Similar peasant scenes in the manner of the seventeenth-century Flemish painter David Teniers the Younger (1610-1690) are found on other pieces marked for the porcelain painter André-Vincent Vielliard. The figure grouping of an elderly seated couple on right reserve of the tray is found on a number of other pieces, many done by Vielliard between 1759 and 1764. This scene is adapted from a detail of an engraving called La Quatrième fête flamande copied from a painting by Teniers.
A bowl and tray of the same shape and size with a pink ground and reserves with similar Teniers-type scenes, including the scene of the elderly couple, is at the Taft Museum, Cincinnati.

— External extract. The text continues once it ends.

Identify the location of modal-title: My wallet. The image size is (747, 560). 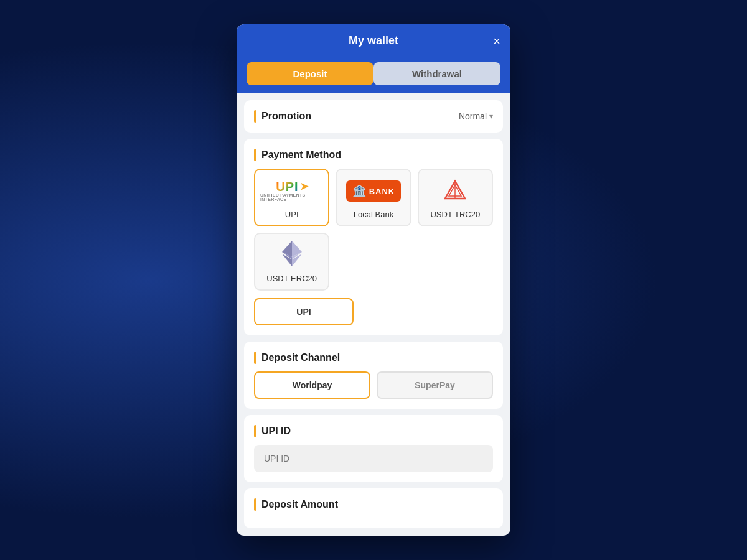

None of the elements on the Taft example has a decorator's mark; and, although the porcelain is thought to date to c. 1760, the decoration is considered to be later, with the reserves painted in the manner of Vielliard.
Similar peasant scenes in the manner of the seventeenth-century Flemish painter David Teniers the Younger (1610-1690) are found on other pieces marked for the porcelain painter André-Vincent Vielliard. The figure grouping of an elderly seated couple on right reserve of the tray is found on a number of other pieces, many done by Vielliard between 1759 and 1764. This scene is adapted from a detail of an engraving called La Quatrième fête flamande copied from a painting by Teniers.
A bowl and tray of the same shape and size with a pink ground and reserves with similar Teniers-type scenes, including the scene of the elderly couple, is at the Taft Museum, Cincinnati. None of the elements on the Taft example has a decorator's mark; and, although the porcelain is thought to date to c. 1760, the decoration is considered to be later, with the reserves painted in the manner of Vielliard.